The set has two selenium rectifiers and a sturdy (and clean!) turret-style tuner with 6J6 and 6BK7 tubes. The HV output section is also under the chassis and I removed its (solid steel) cage for this photo. The TV actually has 18 tubes including the CRT, even though only 15 are shown in the back-cover diagram.

Someone serviced this TV not too long ago. Notice the new resistor under the 1B3GT HV rectifier socket. I have exactly the same type of resistor in my parts boxes.



Here are a couple of other recent replacements:



The electrolytic is piggybacked in parallel with a can electrolytic rather than taking the old cap out of circuit. I found another new electrolytic wired between two pins of the 6AH6 video amp. The red Big Chief cap looks like an older replacement. The original paper caps are a brand that I hadn't seen before: "Good-All Marbelite."

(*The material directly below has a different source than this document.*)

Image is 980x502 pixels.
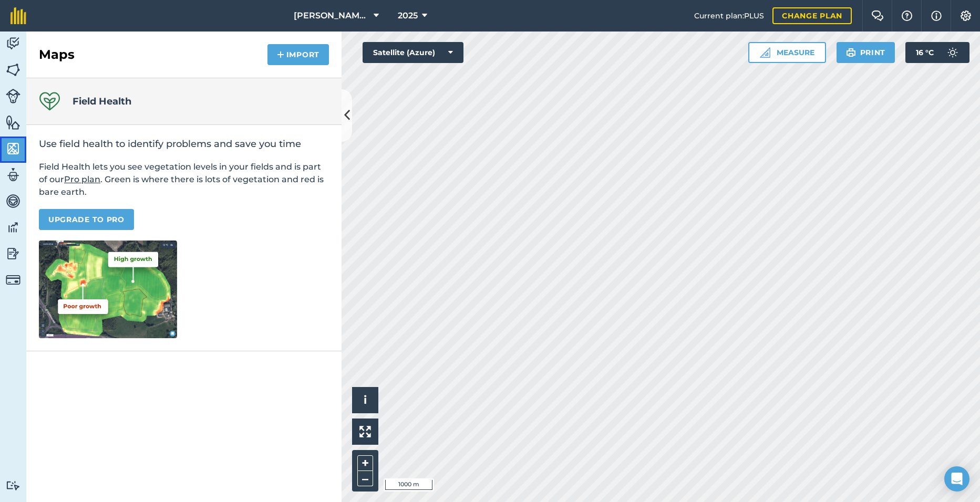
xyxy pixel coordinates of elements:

I made a couple of cursory checks and the B+ voltage seems reasonable. HV measures only 8.5KV, where that CRT normally wants something like 14KV.

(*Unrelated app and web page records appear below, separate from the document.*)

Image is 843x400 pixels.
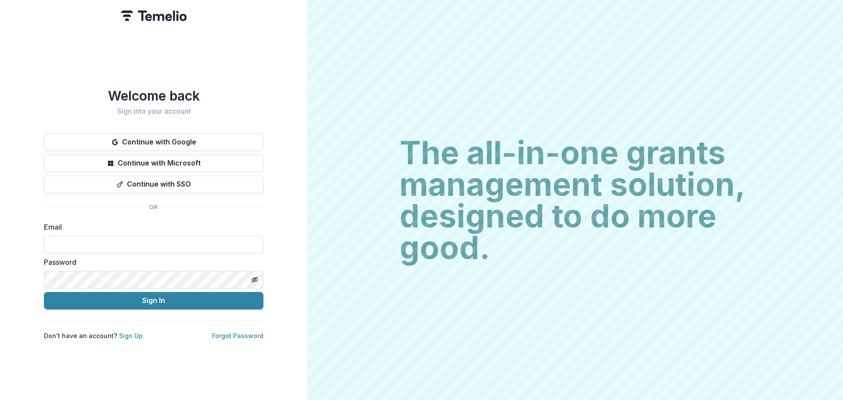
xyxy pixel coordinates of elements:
p: Don't have an account? [44,331,143,340]
label: Password [44,257,258,267]
a: Forgot Password [212,332,263,339]
button: Continue with SSO [44,176,263,193]
h2: Sign into your account [44,107,263,115]
button: Toggle password visibility [248,273,262,287]
label: Email [44,222,258,232]
a: Sign Up [119,332,143,339]
button: Sign In [44,292,263,310]
img: Temelio [121,11,187,21]
button: Continue with Microsoft [44,155,263,172]
button: Continue with Google [44,133,263,151]
h1: Welcome back [44,88,263,104]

The TV is still full of ancient electrolytics and paper caps, so I'm not going to burn a lot of time diagnosing specifics until it has been recapped. Lacking a good place to work, who knows when that will happen?

It's interesting to peek underneath, anyhow. Yes, it's an inexpensive, series-string set, but the factory wiring is tidy and the overall build quality looks decent. It's surprisingly sensitive, all things considered. When I first powered it up, it made very clear audio receiving a signal from my in-house transmitter, without anything connected to its antenna terminals.

Phil Nelson
Phil's Old Radios
http://antiqueradio.org/index.html
I would check the resistor that was replaced under the 1B3 socket. Maybe the wrong value was chosen and is starving the 1B3 filament.
The shaft the adjusts the flyback core gap is the width control. I would turn it fully clockwise, for now. The other shaft is for the horizontal centering.
Regarding the tuner: It could a Standard Coil. If the strips are in one piece, someone else made it!
BTW, the set is a parallel wired set. IDK, if the transformer has a winding for the damper tube or a secondary tap.